Sep 28, 2006 20:38
So I guess I forgot to write an entry saying that I've moved to North Carolina. I've been here for about three weeks, and I think I'm finally starting to get some kind of idea of how things work around here.
And I've suspected this for a long time, but now that I've gotten to the fleet, I've finally realized that everything every Marine has ever told us about the "next step" in our careers has been completely wrong. In boot camp, we were told that at MCT, they don't mess around, and we'd better not screw around. At MCT, probably while we were sleeping or throwing rocks at each other to pass the time, we were told that our job schools were pretty much like college with drinking and liberty policies, and that we'd have our own rooms. In Fort Sill and Coronado, when I lived in squadbays with the rest of my class and was restricted to the base for most of the time because one guy got arrested, we were told that getting to the fleet was like the second day of boot camp, and that it would be a nightmarish hell.
Well, I'm in the fleet now, the real Marine Corps, and it's the most relaxed thing ever. Granted, I'm in Anglico, a really laid-back unit, but there was no pointless hazing, no corporals barging into our rooms at 0400 every morning, no lance corporals running around making us do stupid things for no reason. And during school, those of us who were selected for Anglico were told that since it's the closest thing we'd get to Marine special forces without being in recon, we'd really get the brunt of the hazing. Well, I talk to sergeants with my hands in my pockets, I don't stand at parade rest when I'm talking to gunnies, and the only time I end a sentence with the person's rank is when I'm talking to the sergeant major or an officer.

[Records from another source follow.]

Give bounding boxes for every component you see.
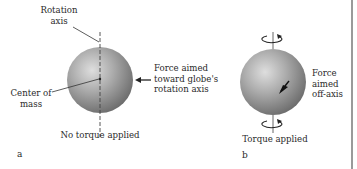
center-of-mass-label-line2: mass: [8, 99, 54, 110]
rotation-axis-label-line1: Rotation: [34, 5, 84, 16]
force-label-line3: rotation axis: [154, 84, 218, 95]
force-arrow-icon: [135, 77, 151, 83]
panel-letter-a: a: [17, 149, 22, 159]
no-torque-caption: No torque applied: [50, 130, 150, 141]
rotation-axis-label: Rotation axis: [34, 5, 84, 26]
page-edge-divider: [351, 0, 353, 169]
rotation-axis-label-line2: axis: [34, 16, 84, 27]
force-off-axis-label: Force aimed off-axis: [312, 68, 343, 100]
off-axis-label-line2: aimed: [312, 79, 343, 90]
panel-b-globe: [240, 49, 306, 115]
center-of-mass-label: Center of mass: [8, 88, 54, 109]
force-label-line2: toward globe's: [154, 74, 218, 85]
force-label-line1: Force aimed: [154, 63, 218, 74]
torque-applied-caption: Torque applied: [230, 134, 320, 145]
off-axis-label-line1: Force: [312, 68, 343, 79]
center-of-mass-label-line1: Center of: [8, 88, 54, 99]
off-axis-label-line3: off-axis: [312, 89, 343, 100]
rotation-arrow-top-icon: [262, 34, 282, 43]
rotation-axis-leader-line: [73, 27, 99, 42]
panel-letter-b: b: [242, 150, 248, 160]
force-toward-axis-label: Force aimed toward globe's rotation axis: [154, 63, 218, 95]
center-of-mass-dot: [99, 78, 101, 80]
rotation-arrow-bottom-icon: [262, 119, 282, 128]
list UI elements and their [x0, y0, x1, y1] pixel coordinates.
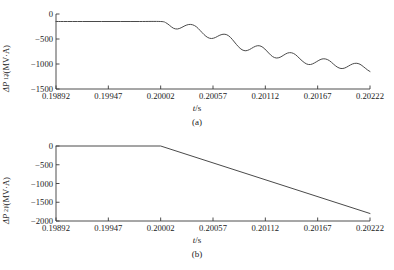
y-axis-label-b-subscript: 21 — [3, 206, 9, 212]
y-axis-label-a: ΔP12/(MV·A) — [2, 16, 11, 92]
y-tick-label: 0 — [49, 9, 53, 19]
x-tick-label: 0.20057 — [199, 91, 228, 101]
axes-a — [56, 14, 370, 89]
x-tick-label: 0.20002 — [147, 91, 175, 101]
panel-caption-b: (b) — [0, 249, 394, 259]
y-axis-label-a-symbol: ΔP — [1, 82, 11, 92]
chart-panel-a: 0.198920.199470.200020.200570.201120.201… — [0, 0, 394, 135]
x-tick-label: 0.20167 — [304, 223, 333, 233]
data-series-line-a — [56, 21, 370, 71]
x-axis-label-b: t/s — [0, 235, 394, 245]
x-tick-label: 0.20002 — [147, 223, 175, 233]
x-tick-label: 0.20222 — [356, 223, 384, 233]
y-axis-label-b-symbol: ΔP — [1, 214, 11, 224]
y-axis-label-a-units: /(MV·A) — [1, 45, 11, 76]
y-axis-label-b-units: /(MV·A) — [1, 177, 11, 208]
x-axis-label-b-units: /s — [195, 235, 201, 245]
y-tick-label: −1000 — [31, 179, 53, 189]
chart-svg-b: 0.198920.199470.200020.200570.201120.201… — [0, 132, 394, 232]
x-axis-label-a: t/s — [0, 103, 394, 113]
y-tick-label: 0 — [49, 141, 53, 151]
tick-labels-a: 0.198920.199470.200020.200570.201120.201… — [31, 9, 384, 100]
axes-b — [56, 146, 370, 221]
y-tick-label: −1500 — [31, 197, 53, 207]
chart-svg-a: 0.198920.199470.200020.200570.201120.201… — [0, 0, 394, 100]
y-axis-label-a-subscript: 12 — [3, 74, 9, 80]
x-axis-label-a-units: /s — [195, 103, 201, 113]
y-tick-label: −500 — [35, 34, 53, 44]
y-tick-label: −500 — [35, 160, 53, 170]
y-axis-label-b: ΔP21/(MV·A) — [2, 148, 11, 224]
chart-panel-b: 0.198920.199470.200020.200570.201120.201… — [0, 132, 394, 270]
y-tick-label: −1000 — [31, 59, 53, 69]
y-tick-label: −1500 — [31, 84, 53, 94]
y-tick-label: −2000 — [31, 216, 53, 226]
x-tick-label: 0.20057 — [199, 223, 228, 233]
x-tick-label: 0.20222 — [356, 91, 384, 101]
panel-caption-a: (a) — [0, 117, 394, 127]
plot-area-b: 0.198920.199470.200020.200570.201120.201… — [0, 132, 394, 232]
x-tick-label: 0.19947 — [94, 91, 123, 101]
data-series-line-b — [56, 146, 370, 214]
figure-page: 0.198920.199470.200020.200570.201120.201… — [0, 0, 394, 270]
x-tick-label: 0.19947 — [94, 223, 123, 233]
x-tick-label: 0.20167 — [304, 91, 333, 101]
tick-labels-b: 0.198920.199470.200020.200570.201120.201… — [31, 141, 384, 232]
x-tick-label: 0.20112 — [252, 91, 280, 101]
x-tick-label: 0.20112 — [252, 223, 280, 233]
plot-area-a: 0.198920.199470.200020.200570.201120.201… — [0, 0, 394, 100]
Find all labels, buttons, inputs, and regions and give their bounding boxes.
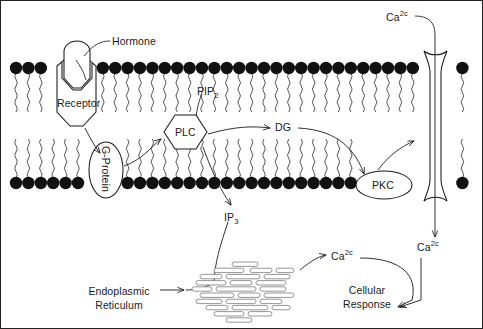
calcium-in-leader: [415, 16, 435, 34]
endoplasmic-reticulum-shape: [192, 262, 294, 322]
cellular-response-line2: Response: [336, 298, 398, 310]
signaling-pathway-diagram: Hormone Receptor G-Protein PLC PIP2 DG I…: [0, 0, 483, 329]
hormone-shape: [64, 41, 90, 88]
calcium-intracellular-label: Ca2c: [417, 239, 439, 253]
arrow-er-to-calcium: [300, 255, 326, 270]
calcium-extracellular-label: Ca2c: [386, 9, 408, 23]
calcium-channel-shape: [424, 51, 447, 201]
receptor-label: Receptor: [57, 97, 100, 109]
arrow-to-dg: [208, 127, 270, 134]
g-protein-label: G-Protein: [100, 146, 112, 194]
calcium-released-label: Ca2c: [331, 248, 353, 262]
arrow-channel-calcium-to-response: [400, 258, 421, 307]
arrow-receptor-to-gprotein: [85, 128, 100, 153]
dg-label: DG: [275, 121, 291, 133]
arrow-to-ip3: [203, 147, 231, 205]
arrow-dg-to-pkc: [298, 128, 364, 174]
cellular-response-line1: Cellular: [336, 284, 398, 296]
diagram-canvas: [0, 0, 483, 329]
plc-label: PLC: [175, 126, 196, 138]
pkc-label: PKC: [372, 179, 394, 191]
arrow-pkc-to-channel: [378, 141, 414, 170]
er-label-line2: Reticulum: [79, 299, 159, 311]
arrow-gprotein-to-plc: [124, 139, 161, 166]
ip3-label: IP3: [224, 211, 238, 226]
hormone-label: Hormone: [112, 35, 156, 47]
pip2-label: PIP2: [197, 85, 219, 100]
er-label-line1: Endoplasmic: [79, 285, 159, 297]
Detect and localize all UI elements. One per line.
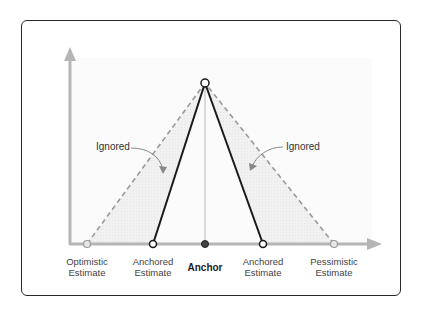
y-axis-arrow-icon bbox=[64, 47, 76, 61]
label-optimistic-estimate: Optimistic Estimate bbox=[66, 256, 108, 278]
peak-point bbox=[201, 79, 209, 87]
optimistic-point bbox=[84, 241, 91, 248]
callout-right-label: Ignored bbox=[286, 141, 320, 152]
anchored-left-point bbox=[150, 241, 157, 248]
label-anchored-estimate-right: Anchored Estimate bbox=[243, 256, 284, 278]
anchor-point bbox=[202, 241, 209, 248]
label-anchor: Anchor bbox=[188, 262, 223, 273]
x-axis-arrow-icon bbox=[367, 238, 382, 250]
anchored-right-point bbox=[260, 241, 267, 248]
label-anchored-estimate-left: Anchored Estimate bbox=[133, 256, 174, 278]
label-pessimistic-estimate: Pessimistic Estimate bbox=[310, 256, 358, 278]
callout-left-label: Ignored bbox=[96, 141, 130, 152]
pessimistic-point bbox=[331, 241, 338, 248]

This is the thing I haven't liked most about the Marine Corps so far. I hate people predicting one thing, then getting to wherever it is I'm going and finding out that they couldn't have been more wrong. And I really hate when people just flat-out lie to me just to mess with me because I'm a boot and I don't know any better. I'm seriously thinking about making a book of what not to do as a leader. I've seen traits that I'd love to emulate when I get put into a substantive leadership position, but I've also seen plenty that I don't want anything to do with.
But anyway, right now I'm using my god-like knowledge of artillery call-for-fires to help out with some kind of exercise that II MEF is doing, so I've been detached from 2d Anglico until October 14. And there's talk of the exercises we're going to be doing in the near future. Early next year we're supposed to go to Florida to do a close air support exercise with the 82d Airborne, and next summer we're going to the Philippines and Australia to train with their marines. And in three days I'm being promoted to lance corporal because I'm awesome.